The timing of Wynn’s decision is particularly striking given that poker is posting record win numbers in Macau. Official data from the Gaming Inspection and Coordination Bureau shows poker generated around 121 million dollars in revenue in 2025, a 10.4% year-on-year uptick and the highest figure since the regulator began tracking the segment in 2008.

Macau’s major live series only really came back online in 2024, and even then momentum was fragile. A scheduled World Poker Tour stop was canceled, limiting the return of international fields and keeping participation from traveling pros and serious amateurs patchy at best.

At the same time, regulatory changes have made it harder to run third‑party events in the way operators and brands were used to pre-Covid: under the revised concession regime, casinos can no longer share gaming revenue with external partners, a structure many global poker tours traditionally rely on when negotiating festival deals.

Since Beijing ramped up scrutiny of junkets and VIP rolling, Macau concessionaires have been pushed toward mass-market table games and non-gaming projects baked into their new licenses, leaving lower-margin products like poker vulnerable when floor space is tight.

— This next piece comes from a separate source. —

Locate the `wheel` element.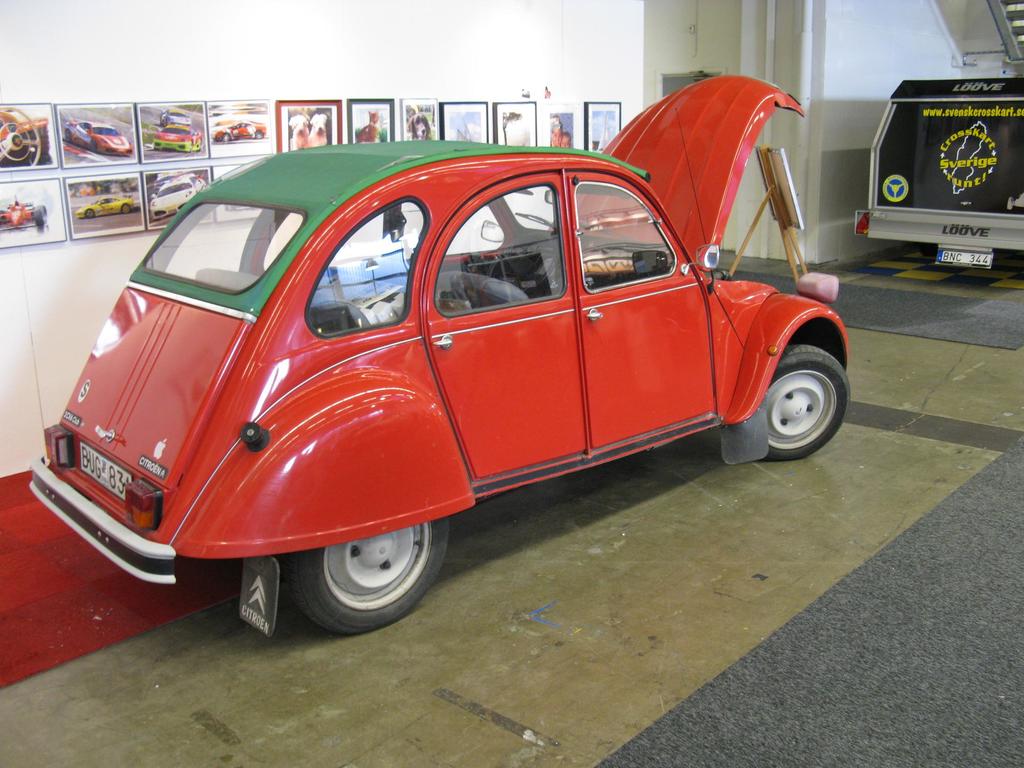
Element bbox: (88,138,95,155).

Poker rake simply cannot compete with house-banked staples such as baccarat on a per-table basis.

Regional Rivals Booming

Meanwhile, regional rivals are capitalizing: the Philippines has established itself as a reliable stop on Asian tours, while Singapore has leaned on a compact but stable calendar of major series that attract both pros and recreational players from across the region.

Wynn Macau’s exit is another clear signal that if you want regular live tournament action in Asia right now, your default destinations are shifting further toward Cotai, Manila, and Singapore rather than the old peninsula grind in Macau.

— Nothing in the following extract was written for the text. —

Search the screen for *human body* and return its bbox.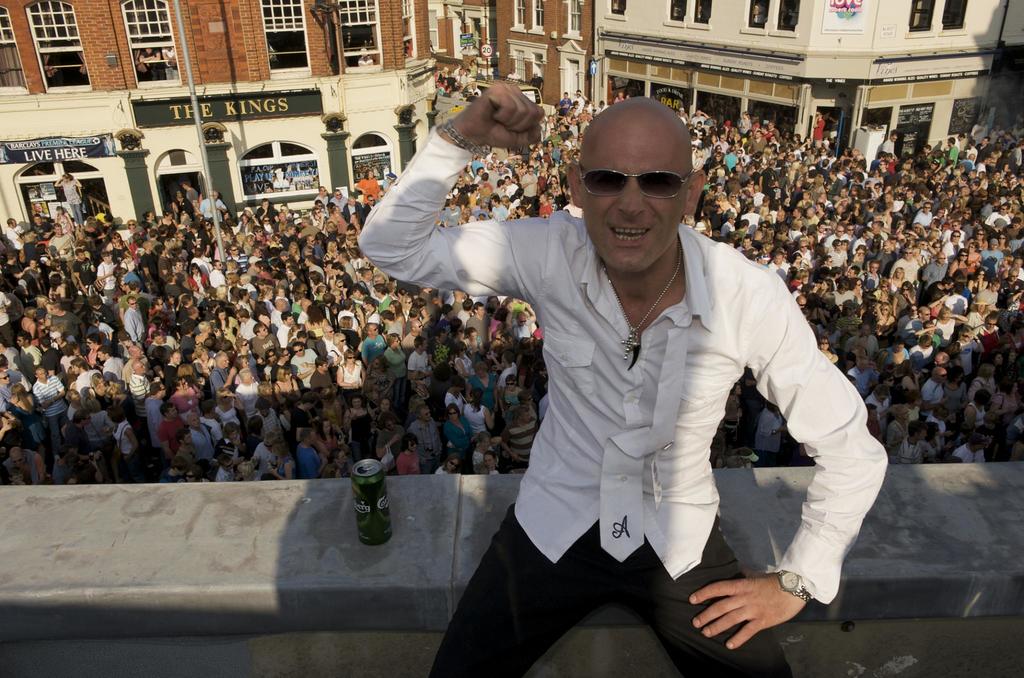
Found: (left=316, top=417, right=337, bottom=456).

Where to play poker in Macau in 2026?

With another of Wynn Macau’s poker room now closed, live poker in Macau has effectively consolidated into three major integrated resorts, all of them on or oriented toward the Cotai side of the market. For players planning a 2026 trip, these are your realistic options:

The Venetian Macao: Currently the main hub for live poker in the city, with the Sands Poker Club on the main floor still spreading Texas Hold’em cash games and drawing the broadest mix of local grinders and visiting players. Venetian also tends to be the first stop for any revived tournament series, so if Macau hosts festival poker again, it is highly likely to appear here first.

MGM Cotai : Home to the MGM Poker zone, which continues to run regular games and caters more to mid-to-high-stakes action. The room has remained open even as its sister property MGM Macau exited poker, making Cotai the group’s focal point for the game.

Wynn Palace: Still listed as one of the three remaining venues offering live poker following the shutdown at Wynn Macau on the peninsula. While the room runs on a leaner schedule than Venetian, it gives Wynn-loyal players a Cotai-side option for cash games and occasional events.

Poker Journalist
Chris is a seasoned iGaming writer and poker journalist who has covered the game, its strategy, and its legends since 2007.